Sure they could manage a dozen good characters. Easiest way to do that is get rid of a couple of guilds. They could also improve the AI and give each NPC better routines. Best way to do that is get rid of a bunch of them. BGS games have always been quantity > quality. The more choices you give the player, the shallower every choice will be. There's no weird dichotomy at all: the quests are linear because it's a huge world with a million things in it. You can't make every one of them super. More time spent on one NPC means less time on another. Same for quests. I don't really know where people think all this extra development time is going to come from. They confuse real limitations with laziness and ineptness. Could the characters and stories be better? Sure. Just have fewer of them. Then you'll have more time to spend on each one. Of course, making decisions for the player beforehand can be really handy, too, because it prevents them from making other decisions that you'd have to incorporate.
I'm not asking for Bioware levels of depth with all the characters here. Doubling or tripling the lines of the main characters wouldn't remotely achieve that. Having better writers for the lines that do exist wouldn't achieve that. It would make the story a lot better though. It also wouldn't be that expensive compared to how much is spent on the game. Anyhow, it isn't about fewer people or cutting down the world. They don't manage the resources they have well. They keep whatever mediocre talent they have rather than getting better or demanding better. They just don't care much about the story being good, so they don't have their resources on it spend effectively. It isn't like what little we get is of good quality; by and large it isn't.
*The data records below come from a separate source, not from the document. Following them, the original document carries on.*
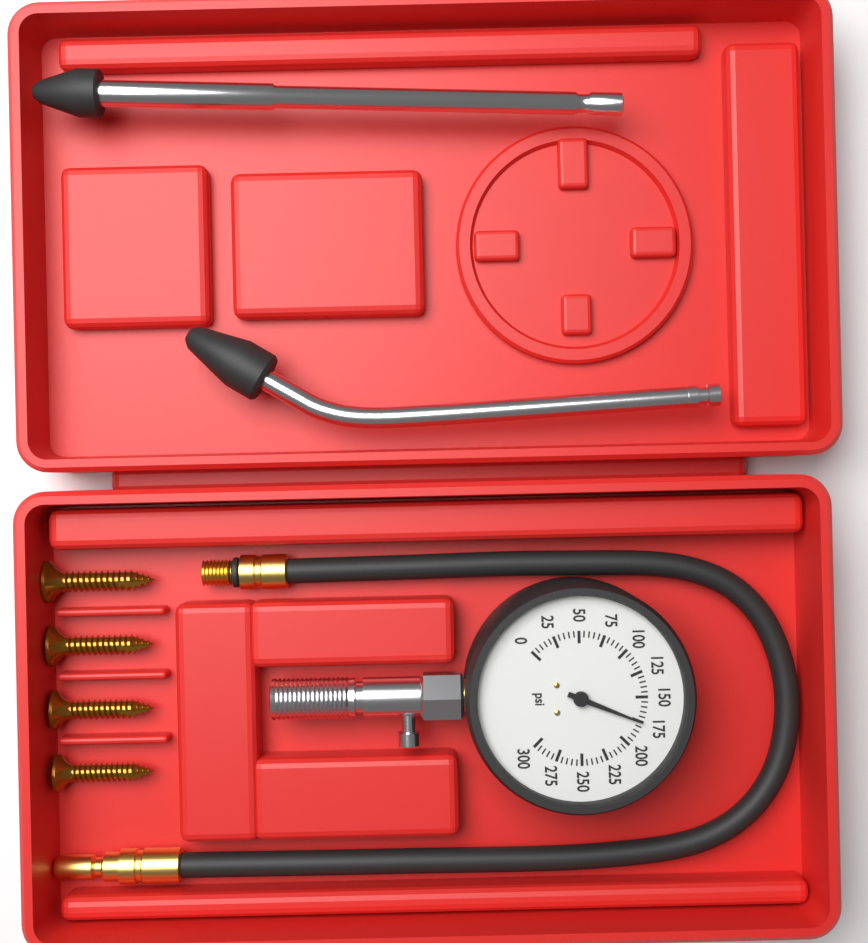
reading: 175 psi
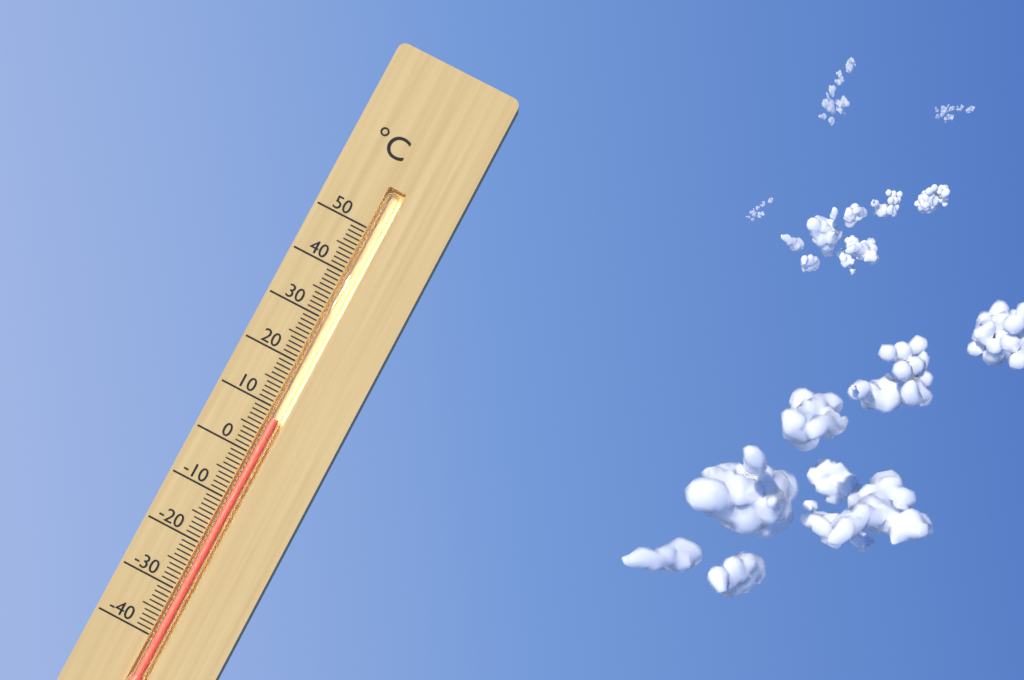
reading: 8 °C
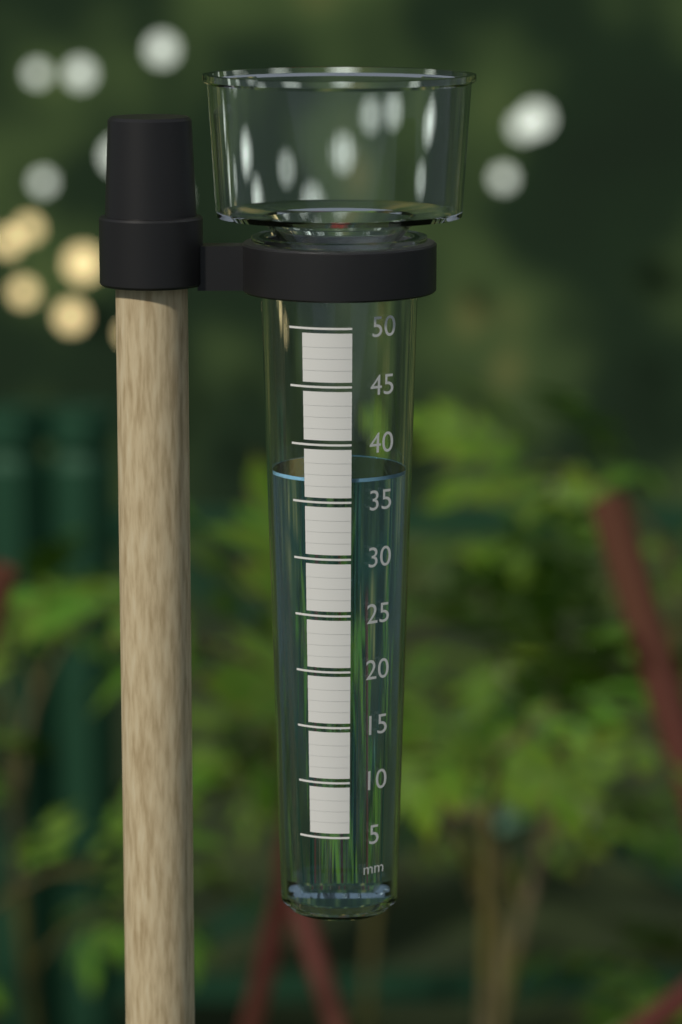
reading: 37 mm
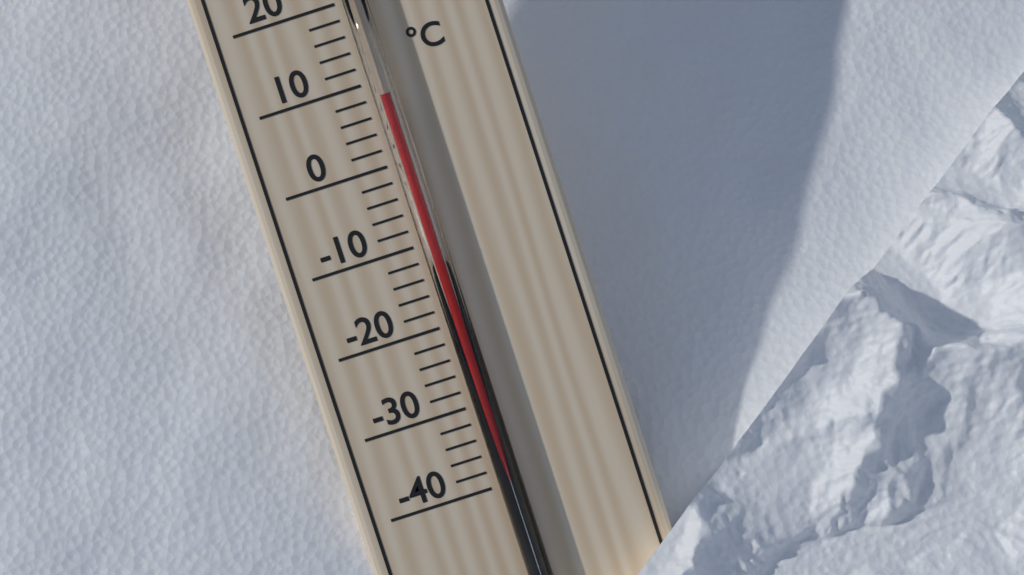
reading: 8 °C
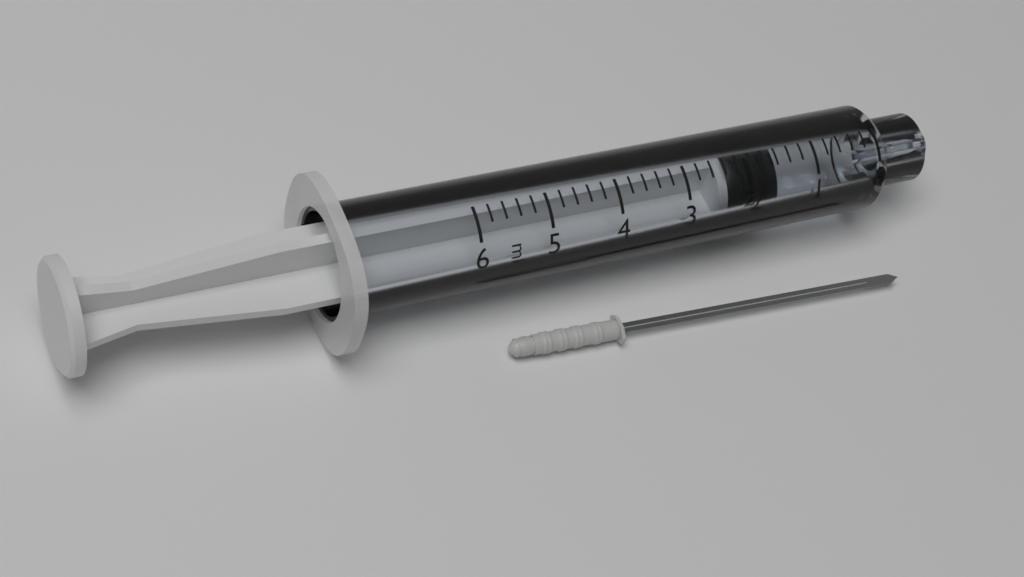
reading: 1.6 ml
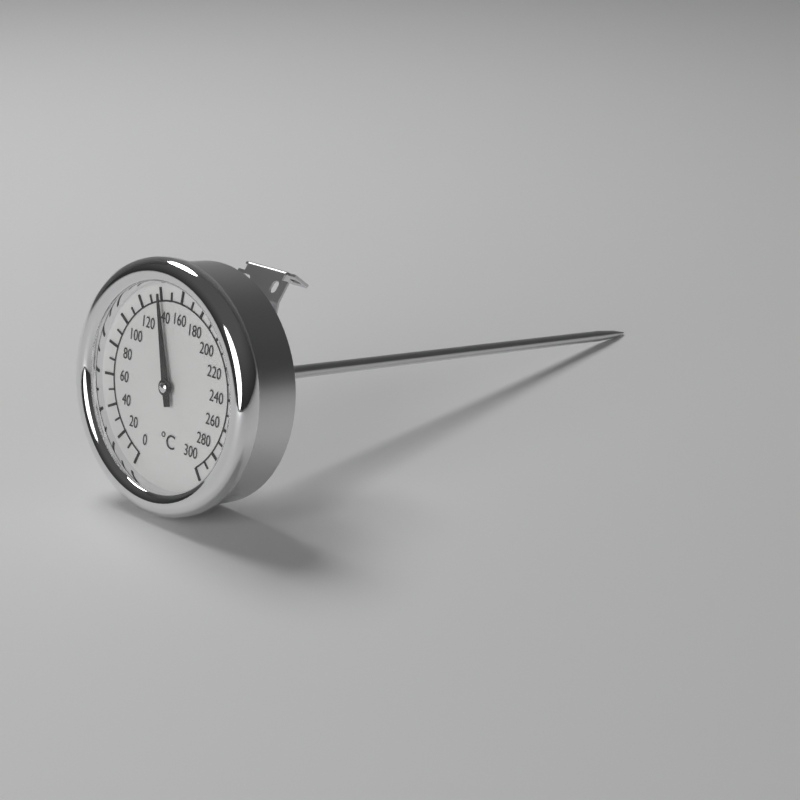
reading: 140 °C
I think you are confusing AI with scripting. Skyrim has crappy, crappy, crappy, crappy AI. Most of it is heavily scripted, which is resource-intensive and means anything not scripted for cannot be reacted to. If they made a decent AI, then guards and others could react more to novel things and allow more types of interaction with the player. Say taking some guidelines from psychology and what can drive people and tossing some stats on everyone representing greed, altruism, concern for family, loyalty, etc, then have an AI interpret those stats to determine behavior (say, how they'd react to a bribe to look the other way while you kill a neighbor or betray a friend). That would give them rich dividends in the long run, since they'd save a lot of time writing specialized scripts for everything under the sun. They could toss some group-level AI fro bandits, city guards, and the like to determine how they move, grow, recruit, and so forth. Quests could then be generated automatically based on what is dynamically happening in the world based on how these groups behave. It's isn't like AI for group decisions or individuals hasn't been done before. Bethesda just doesn't even try to do it really, and so their world is pretty bland.
Heck, the little work they do make they don't carry on with in the future. The disposition system in Oblivion? That could have been further expanded into different types of feelings regarding your character or others and been given depth in any number of ways. Instead they scrapped it and replaced it with a like/neutral/dislike system that is just awful. The same is true of the random conversations in Oblivion, that also could have been improved and tied into other advances. They've made the game more shallow, not less. They scrap advances rather than build on them.
So I can't say I find any of your arguments particularly compelling. They could do more and they don't. They have the resources for it and it would pay off in the long run. Then again, it would be change and it would be work. The market buys what they do, so why bother to do more? So while I am frustrated by how they toss aside good ideas and don't build up systems and advances each game so each one is better than the last, I can't really blame them.